Humans spontaneously organize a continuous experience into discrete events and use the learned structure of these events to generalize and organize memory. We introduce the Structured Event Memory ...(SEM) model of event cognition, which accounts for human abilities in event segmentation, memory, and generalization. SEM is derived from a probabilistic generative model of event dynamics defined over structured symbolic scenes. By embedding symbolic scene representations in a vector space and parametrizing the scene dynamics in this continuous space, SEM combines the advantages of structured and neural network approaches to high-level cognition. Using probabilistic reasoning over this generative model, SEM can infer event boundaries, learn event schemata, and use event knowledge to reconstruct past experience. We show that SEM can scale up to high-dimensional input spaces, producing human-like event segmentation for naturalistic video data, and accounts for a wide array of memory phenomena.

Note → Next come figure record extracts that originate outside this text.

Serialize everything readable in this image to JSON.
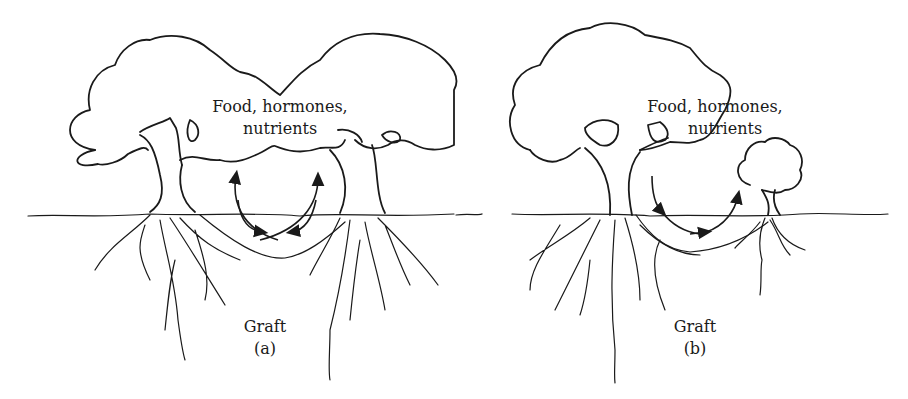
{
  "figure": {
    "panels": [
      {
        "id": "a",
        "flow_label_line1": "Food, hormones,",
        "flow_label_line2": "nutrients",
        "graft_label": "Graft",
        "panel_label": "(a)"
      },
      {
        "id": "b",
        "flow_label_line1": "Food, hormones,",
        "flow_label_line2": "nutrients",
        "graft_label": "Graft",
        "panel_label": "(b)"
      }
    ]
  }
}
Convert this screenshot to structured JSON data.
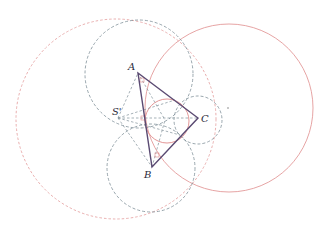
{
  "diagram": {
    "colors": {
      "triangle": "#5a4a72",
      "red": "#e08a8a",
      "gray": "#7a8a92",
      "dot": "#666666"
    },
    "points": {
      "A": {
        "label": "A",
        "x": 138,
        "y": 73
      },
      "B": {
        "label": "B",
        "x": 152,
        "y": 167
      },
      "C": {
        "label": "C",
        "x": 198,
        "y": 118
      },
      "S": {
        "label": "S'",
        "x": 118,
        "y": 118
      }
    },
    "labels": {
      "A": "A",
      "B": "B",
      "C": "C",
      "S": "S'"
    },
    "circles": [
      {
        "name": "large-red-dashed-circle",
        "cx": 116,
        "cy": 119,
        "r": 100,
        "style": "red-dashed"
      },
      {
        "name": "red-solid-circle",
        "cx": 229,
        "cy": 108,
        "r": 84,
        "style": "red-solid"
      },
      {
        "name": "gray-dashed-circle-a",
        "cx": 139,
        "cy": 74,
        "r": 54,
        "style": "gray-dashed"
      },
      {
        "name": "gray-dashed-circle-b",
        "cx": 151,
        "cy": 168,
        "r": 44,
        "style": "gray-dashed"
      },
      {
        "name": "gray-dashed-circle-c",
        "cx": 198,
        "cy": 120,
        "r": 24,
        "style": "gray-dashed"
      },
      {
        "name": "red-solid-incircle",
        "cx": 167,
        "cy": 121,
        "r": 22,
        "style": "red-solid"
      }
    ]
  }
}
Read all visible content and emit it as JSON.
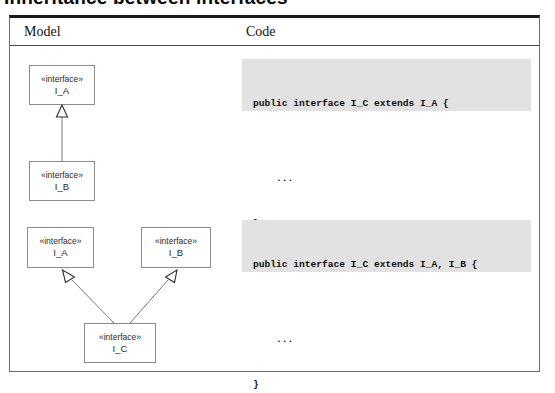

We introduce the Category Abstraction Learning (CAL) model, a cognitive framework formally describing category learning built on similarity-based generalization, dissimilarity-based abstraction, two ...attention learning mechanisms, error-driven knowledge structuring, and stimulus memorization. Our hypotheses draw on an array of empirical and theoretical insights connecting reinforcement and category learning. The key novelty of the model is its explanation of how rules are learned from scratch based on three central assumptions. (a) Category rules emerge from two processes of stimulus generalization (similarity) and its direct inverse (category contrast) on independent dimensions. (b) Two attention mechanisms guide learning by focusing on rules, or on the contexts in which they produce errors. (c) Knowing about these contexts inhibits executing the rule, without correcting it, and consequently leads to applying partial rules in different situations. The model is designed to capture both systematic and individual differences in a broad range of learning paradigms. We illustrate the model's explanatory scope by simulating several benchmarks, including the classic Six Problems, the 5-4 problem, and linear separability. Beyond the common approach of predicting average response probabilities, we also propose explanations for more recently studied phenomena that challenge existing learning accounts, regarding task instructions, individual differences in rule extrapolation in three different tasks, individual attention shifts to stimulus features during learning, and other phenomena. We discuss CAL's relation to different models, and its potential to measure the cognitive processes regarding attention, abstraction, error detection, and memorization from multiple psychological perspectives.